Pfizer Inc.'s profit tripled in the third quarter, mainly because a huge charge depressed last year's results, despite flat sales. Its earnings narrowly beat Wall Street's earnings expectations.

But the company behind impotence treatment Viagra and the top-selling cholesterol fighter Lipitor reduced its earnings forecast for 2008 even as it raised the lower end of its revenue forecasts for the year.

Its shares rose 44 cents, or 2.5 percent, to $17.78.

Pfizer said it earned $2.3 billion, or 34 cents per share, in the July-September quarter, up from $761 million, or 11 cents per share, a year ago.

Excluding one-time items, net income amounted to $4.18 billion, or 62 cents a share -- 2 cents a share more than analysts surveyed by Thomson Reuters expected.

In the current quarter, the New York-based company took a charge of $894 million for a settlement announced Friday to end most of the lawsuits over its withdrawn painkiller Bextra and another pain reliever still on the market, Celebrex. It also had $716 million worth of charges related to its cost-cutting program and other one-time items.

A year ago, Pfizer took a $2.1 billion after-tax charge in the third quarter, related to its decision to stop selling inhaled insulin product Exubera, which had dismal sales and then was linked to risk of lung cancer.

Pfizer said its revenue slipped to $11.97 billion from $11.99 billion a year ago, even though favorable exchange rates due to the weak dollar boosted sales by 5 percent. Analysts had been expecting revenue of $12.01 billion.

Pfizer reported a 13 percent drop in U.S. sales of Lipitor. Total revenues from Lipitor, the top-selling drug in the world, were down 1 percent at $3.14 billion.

The company said revenues for three drugs with recent generic competition -- blood-pressure medicine Norvasc, allergy drug Zyrtec and colon-cancer drug Camptosar -- fell by 48 percent, or a combined $627 million.

Several other drugs had double-digit sales increases, including Viagra, fibromyalgia drug Lyrica, schizophrenia and bipolar disorder treatment Geodon and Aricept for Alzheimer's disease. Celebrex sales rose 8 percent to $625 million amid a new ad campaign.

Pharmaceutical sales totaled $10.98 billion , animal health sales were up 11 percent to $708 million and other revenue dropped 9 percent to $289 million.

"We remain on track to meet our 2008 objectives, despite the turbulent global economy," Chief Executive Jeff Kindler said in a statement.

The company noted it has cut annual costs by a total of $1.7 billion from 2006 levels and now expects to get to $2 billion in reductions by the end of this year. Those cuts include reducing the work force by 14,600 people since January 2007. Job cuts and closure of several manufacturing plants helped slash Pfizer's cost of sales by 54 percent in the quarter, to $2.1 billion.

The company reduced its earnings per share forecast for 2008, to a range of $1.61 to $1.71, from $1.73 to $1.88, citing the Bextra settlement. It also raised the lower end of its revenue forecasts for the year, from $47 billion to $48 billion, but kept the top end at $49 billion.

"With our strong balance sheet and operating cash flow, we remain confident that we have the financial flexibility to successfully execute our strategies and meet our financial objectives in the face of the current macroeconomic environment," Chief Financial Officer Frank D'Amilio said in a statement.

For the first months, net income rose 45 percent, to $7.84 billion or $1.16 per share, from $5.42 billion or 78 cents per share in the January-September period of 2007. Revenues edged up 1 percent, to $35.95 billion.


▶ _Problem to work on_:
Write each line out exactly, from the one containing "Detect wheel. Output X1/Y1/X2/Y2." through the final line of the data, and keep pictures out of the copy.

▶ _Material shown_:
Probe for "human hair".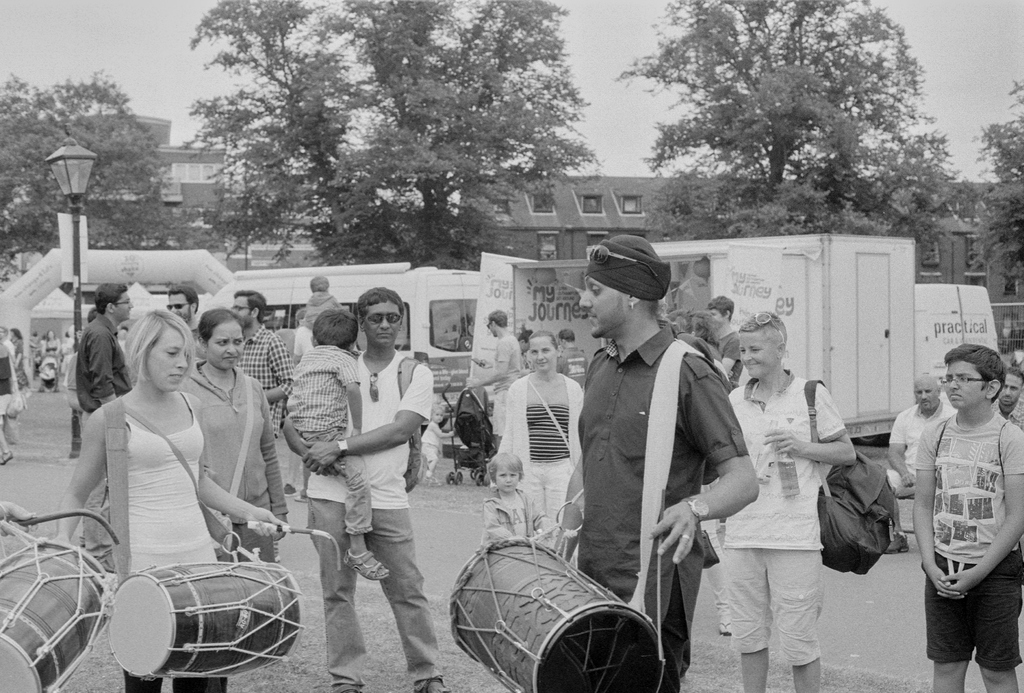
Probe result: left=309, top=278, right=332, bottom=292.
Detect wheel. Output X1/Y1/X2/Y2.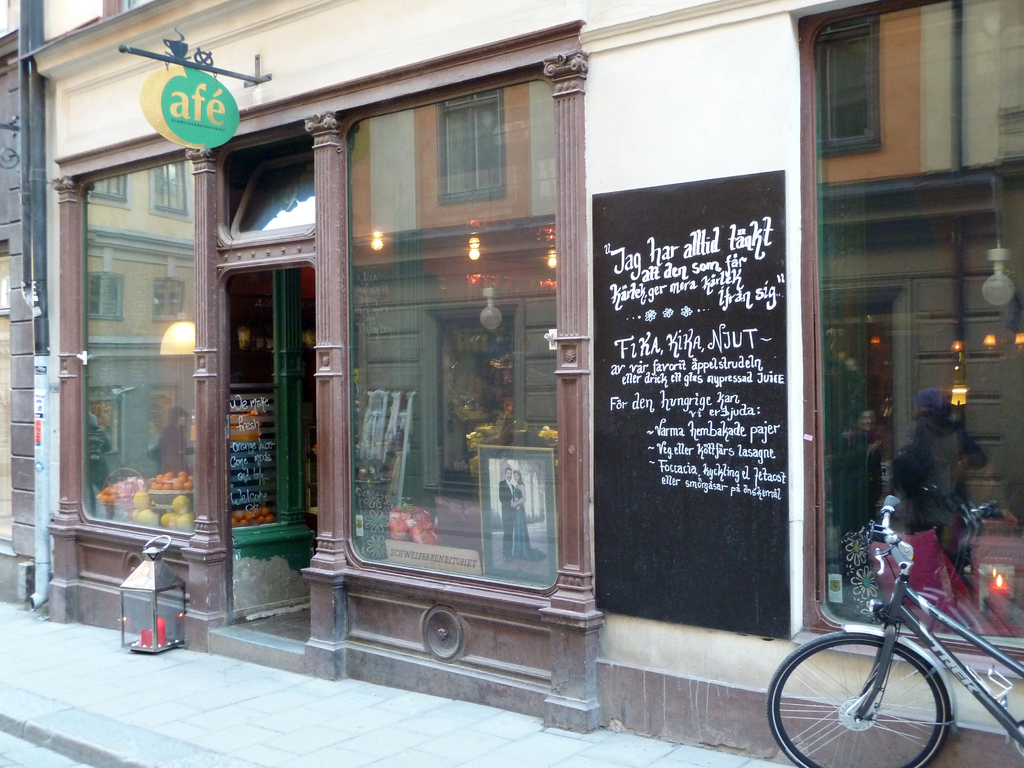
809/652/928/749.
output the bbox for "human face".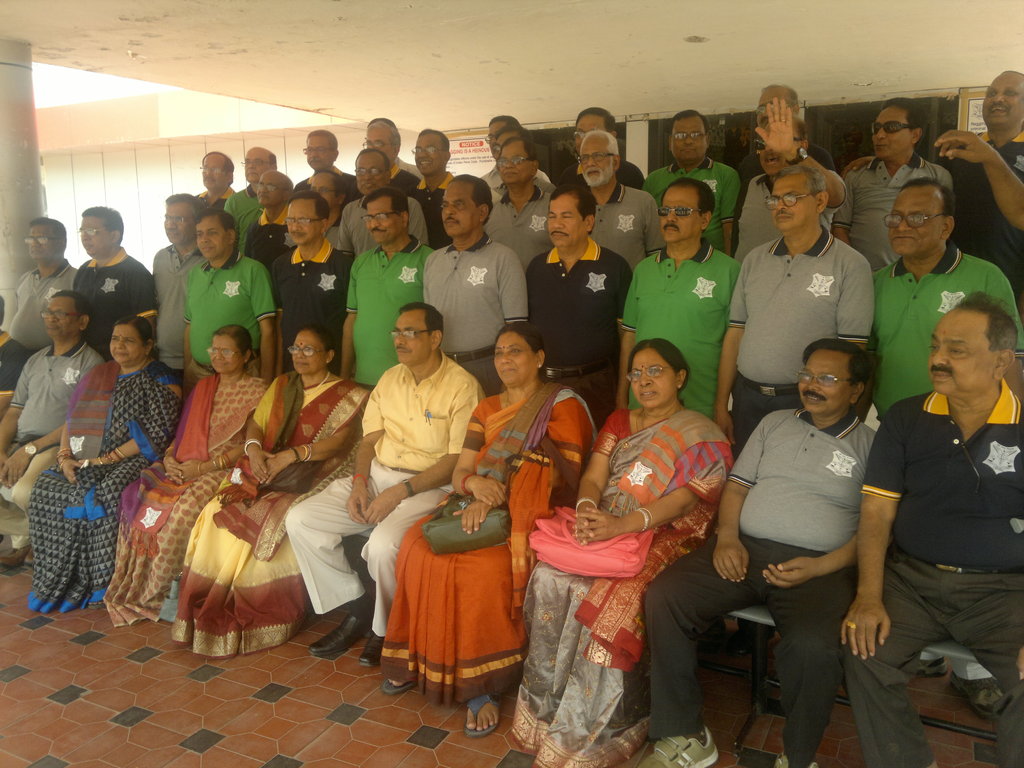
locate(367, 196, 404, 242).
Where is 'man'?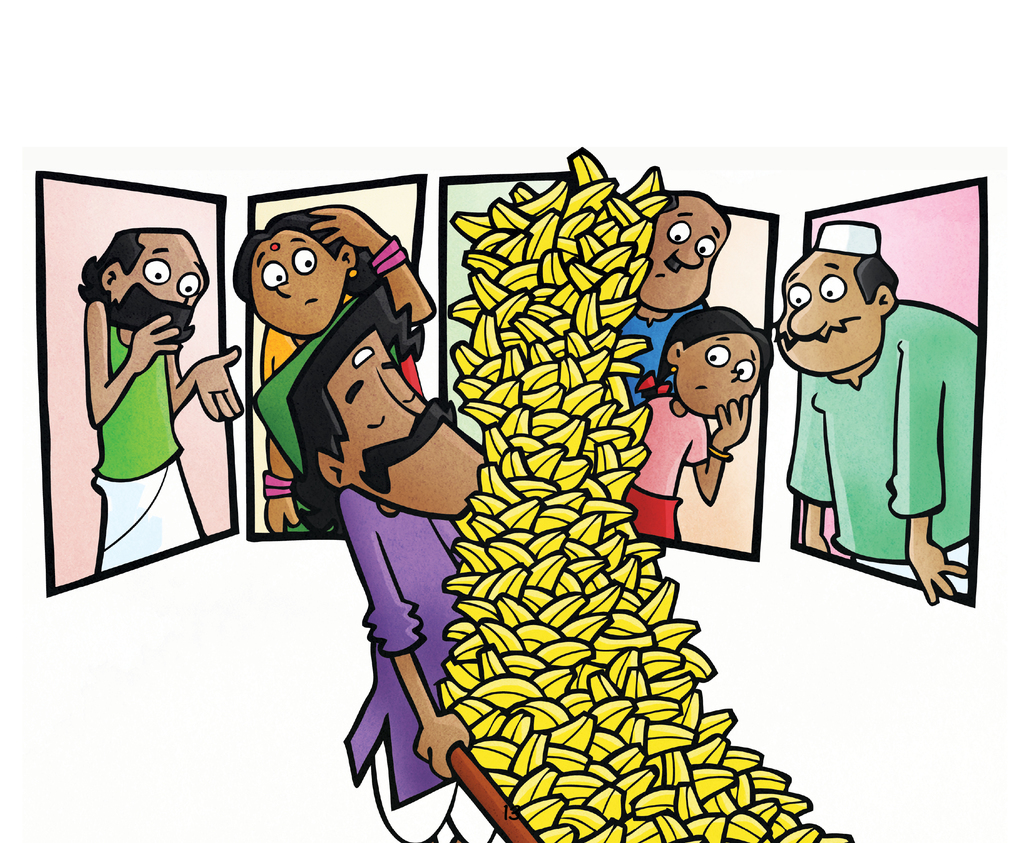
[left=250, top=284, right=524, bottom=842].
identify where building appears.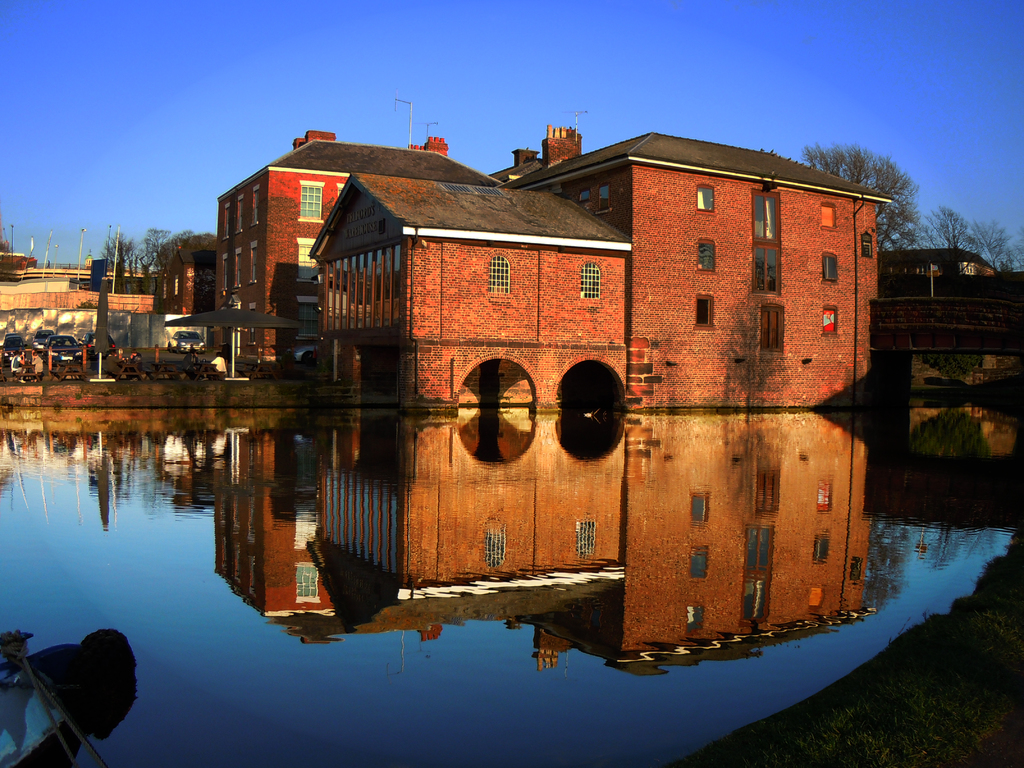
Appears at (878,249,993,277).
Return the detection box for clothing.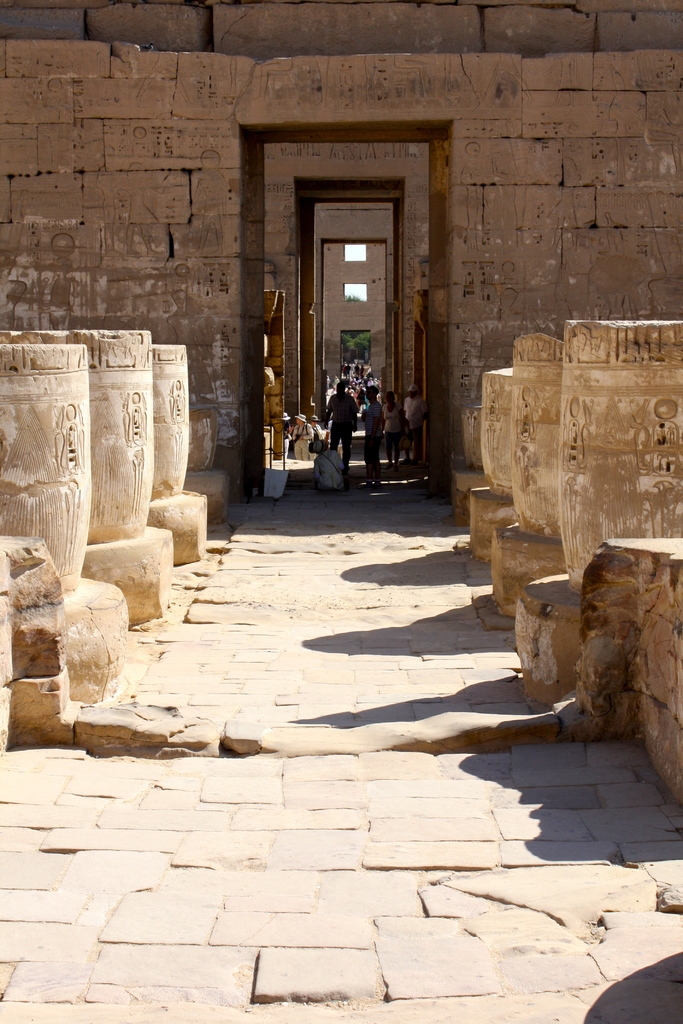
detection(288, 419, 313, 463).
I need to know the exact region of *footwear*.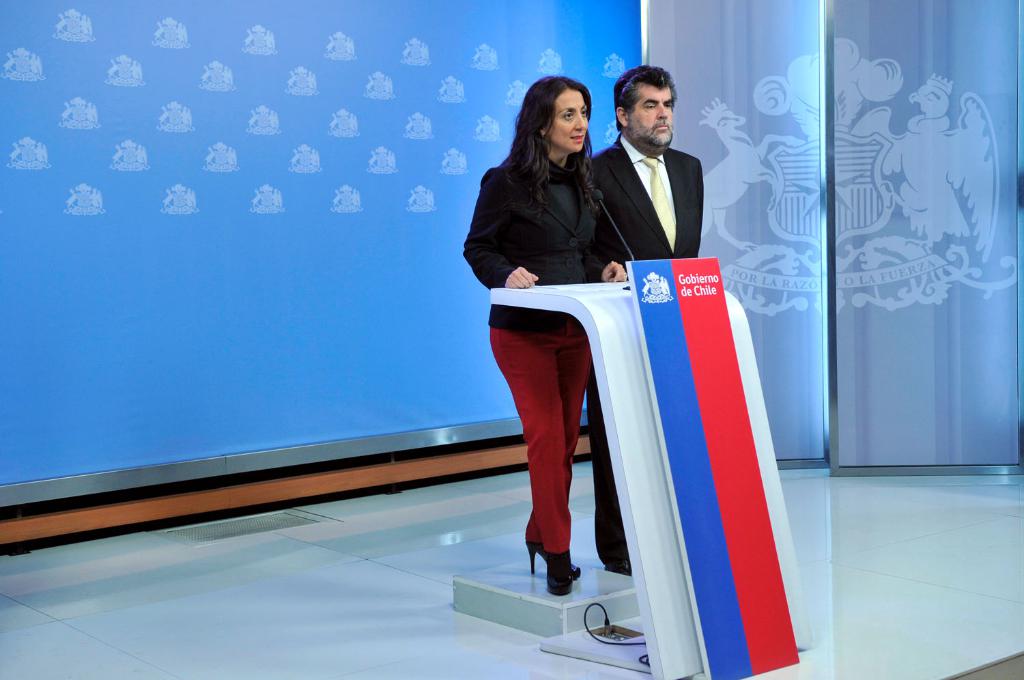
Region: pyautogui.locateOnScreen(592, 543, 632, 576).
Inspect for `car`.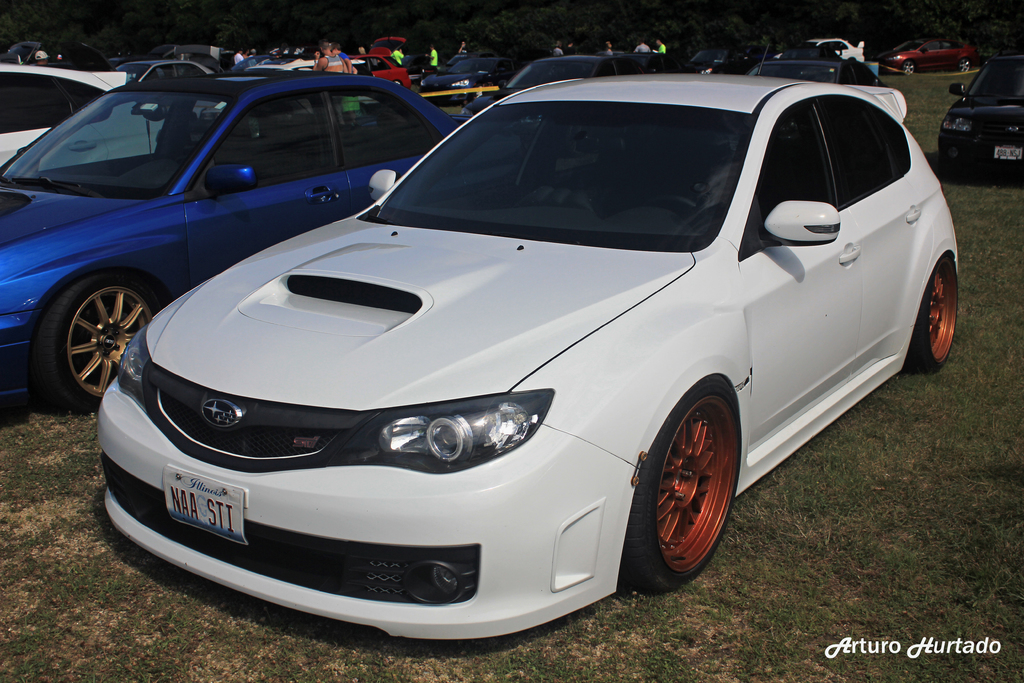
Inspection: 0,74,476,417.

▶ _Answer space_:
Detect wheel. Output X1/Y1/X2/Y2.
809/652/928/749.
output the bbox for "human face".
locate(367, 196, 404, 242).
Where is 'man'?
[left=250, top=284, right=524, bottom=842].
identify where building appears.
Appears at (878,249,993,277).
Return the detection box for clothing.
detection(288, 419, 313, 463).
I need to know the exact region of *footwear*.
Region: pyautogui.locateOnScreen(592, 543, 632, 576).
Inspect for `car`.
Inspection: 0,74,476,417.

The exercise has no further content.